Overview
The OneSpin IPC Verification Tool is a formal verification tool associated with Interval Property Checking (IPC). In the available evidence, IPC is described as a SAT-based formal verification methodology used to check whether a hardware design satisfies a set of properties written in a dedicated verification language. The same source states that completeness analysis integrated within an IPC verification environment was commercially available.
Verification method
IPC is presented as a technique related to Bounded Model Checking, but focused on safety properties. Instead of starting only from an initial state, IPC uses an arbitrary starting state; if a property holds from an arbitrary state, it also holds from any reachable state, giving exhaustive verification for that property. The evidence also notes that false negatives can occur when counterexamples originate from unreachable states, and that invariants may be added to restrict the starting state.
The properties in the cited work are written in ITL, a language in which temporal logic expressions describe the behavior of a synchronous sequential system, with discrete time steps corresponding to clock cycles.
Completeness analysis
The tool environment is associated with completeness analysis. In the cited methodology, completeness analysis determines whether every possible input scenario, corresponding to a design transaction sequence, can be covered by a chain of properties that predicts states and outputs at every point in time. The source states that any two designs satisfying all properties of a complete property suite are formally equivalent.
The completeness check is described as ensuring, at the end state of each property, that:
- there is always a successor property with matching assumptions;
- the successor property is uniquely determined; and
- each property uniquely describes the outputs and states of the design under verification.
Use in ISS generation research
The paper Generating an Efficient Instruction Set Simulator from a Complete Property Suite uses IPC and completeness analysis in the context of deriving an instruction set simulator (ISS) from a complete property suite. The paper argues that an ISS derived from the ISA used for formal verification can avoid discrepancies between the simulator and the hardware design. It reports that a processor property suite and its completeness were successfully checked against the processor design using the referenced commercial IPC environment, making the property suite a correct and complete specification for the purposes of the experiment.
The same work reports generated simulator performance of 7.0 MIPS for a simple processor design and 1.2 MIPS for an industrial design, compared with 14.0 MIPS and 2.5 MIPS respectively for custom just-in-time compiled simulators. The authors characterize the generated ISS performance as comparable to modern custom instruction-set simulators, while noting that custom JIT simulators remained faster because of tool optimizations and because properties may include hardware and pipeline effects not present in a high-level ISA description.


EXERCISE OBJECTIVE —
Using the data below, find how many lines include the word "tertiary" and report that figure alone.

EXCERPTED RECORDS —
════════════════

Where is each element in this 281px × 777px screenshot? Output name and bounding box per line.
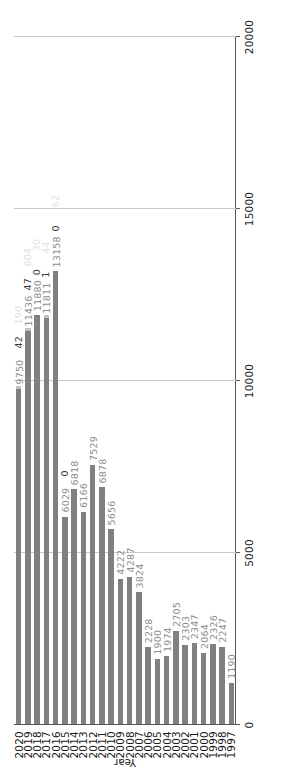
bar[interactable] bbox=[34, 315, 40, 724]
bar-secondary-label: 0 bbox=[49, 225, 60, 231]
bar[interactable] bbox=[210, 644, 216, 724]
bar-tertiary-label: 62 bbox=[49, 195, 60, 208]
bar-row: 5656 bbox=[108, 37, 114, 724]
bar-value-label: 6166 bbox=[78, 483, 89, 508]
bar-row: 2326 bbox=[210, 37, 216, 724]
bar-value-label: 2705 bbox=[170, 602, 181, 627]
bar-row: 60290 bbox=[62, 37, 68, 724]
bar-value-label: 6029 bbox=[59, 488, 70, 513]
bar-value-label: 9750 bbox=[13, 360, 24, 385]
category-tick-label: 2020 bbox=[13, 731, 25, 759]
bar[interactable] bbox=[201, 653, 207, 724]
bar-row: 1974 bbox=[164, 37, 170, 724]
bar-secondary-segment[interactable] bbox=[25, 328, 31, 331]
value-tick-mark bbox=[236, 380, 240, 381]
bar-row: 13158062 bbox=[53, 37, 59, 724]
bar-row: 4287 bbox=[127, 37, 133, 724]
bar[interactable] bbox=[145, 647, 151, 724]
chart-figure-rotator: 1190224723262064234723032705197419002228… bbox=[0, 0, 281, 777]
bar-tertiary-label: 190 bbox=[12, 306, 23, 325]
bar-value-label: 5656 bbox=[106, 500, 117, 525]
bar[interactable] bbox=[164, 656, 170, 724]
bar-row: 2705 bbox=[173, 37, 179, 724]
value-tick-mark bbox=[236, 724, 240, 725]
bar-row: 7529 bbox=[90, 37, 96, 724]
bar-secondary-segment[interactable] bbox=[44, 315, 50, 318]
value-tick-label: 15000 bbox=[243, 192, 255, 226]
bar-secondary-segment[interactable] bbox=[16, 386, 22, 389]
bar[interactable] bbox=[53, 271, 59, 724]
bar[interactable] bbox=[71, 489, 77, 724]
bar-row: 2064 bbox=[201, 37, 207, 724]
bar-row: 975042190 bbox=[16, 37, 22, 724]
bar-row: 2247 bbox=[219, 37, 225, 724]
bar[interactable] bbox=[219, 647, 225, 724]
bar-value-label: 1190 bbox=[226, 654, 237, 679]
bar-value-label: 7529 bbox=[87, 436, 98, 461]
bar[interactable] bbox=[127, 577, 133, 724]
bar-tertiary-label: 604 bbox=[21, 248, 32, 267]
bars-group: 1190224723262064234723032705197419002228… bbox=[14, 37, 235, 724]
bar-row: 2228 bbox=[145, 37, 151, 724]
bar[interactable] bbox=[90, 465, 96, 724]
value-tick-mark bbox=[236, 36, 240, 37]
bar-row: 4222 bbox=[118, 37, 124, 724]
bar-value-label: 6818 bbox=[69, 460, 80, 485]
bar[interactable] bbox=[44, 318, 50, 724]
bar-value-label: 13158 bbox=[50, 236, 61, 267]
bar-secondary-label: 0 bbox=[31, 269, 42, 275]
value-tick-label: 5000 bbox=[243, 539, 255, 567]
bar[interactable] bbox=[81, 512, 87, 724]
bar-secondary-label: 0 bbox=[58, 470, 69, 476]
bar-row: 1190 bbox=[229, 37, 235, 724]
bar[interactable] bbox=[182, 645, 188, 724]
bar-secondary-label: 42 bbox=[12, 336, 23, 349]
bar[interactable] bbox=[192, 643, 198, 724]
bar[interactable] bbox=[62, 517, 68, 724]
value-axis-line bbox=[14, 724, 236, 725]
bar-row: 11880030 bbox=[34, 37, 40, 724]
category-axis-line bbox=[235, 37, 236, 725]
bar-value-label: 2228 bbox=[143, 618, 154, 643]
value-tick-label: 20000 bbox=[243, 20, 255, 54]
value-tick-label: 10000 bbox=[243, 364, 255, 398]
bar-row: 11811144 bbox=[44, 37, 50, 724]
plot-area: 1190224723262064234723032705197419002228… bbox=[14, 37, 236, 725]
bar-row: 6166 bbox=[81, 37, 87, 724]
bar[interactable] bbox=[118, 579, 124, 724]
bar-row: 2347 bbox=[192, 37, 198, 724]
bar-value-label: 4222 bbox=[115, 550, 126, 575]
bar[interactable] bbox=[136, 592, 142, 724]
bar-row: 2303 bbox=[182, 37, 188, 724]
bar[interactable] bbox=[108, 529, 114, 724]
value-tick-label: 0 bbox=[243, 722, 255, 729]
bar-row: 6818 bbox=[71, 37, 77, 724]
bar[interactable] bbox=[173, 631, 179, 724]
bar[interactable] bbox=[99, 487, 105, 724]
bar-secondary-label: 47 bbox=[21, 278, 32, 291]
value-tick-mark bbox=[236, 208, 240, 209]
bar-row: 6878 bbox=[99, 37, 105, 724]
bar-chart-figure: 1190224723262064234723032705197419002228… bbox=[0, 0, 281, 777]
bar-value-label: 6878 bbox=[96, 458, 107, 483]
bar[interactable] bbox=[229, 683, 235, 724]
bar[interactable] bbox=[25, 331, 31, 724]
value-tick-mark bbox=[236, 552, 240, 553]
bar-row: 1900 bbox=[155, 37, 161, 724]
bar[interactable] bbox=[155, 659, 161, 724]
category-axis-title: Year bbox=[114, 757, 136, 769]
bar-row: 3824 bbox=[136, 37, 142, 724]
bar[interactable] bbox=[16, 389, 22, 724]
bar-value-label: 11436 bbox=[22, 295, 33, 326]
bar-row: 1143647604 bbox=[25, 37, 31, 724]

════════════════

RESPONSE FOR THIS EXERCISE —
3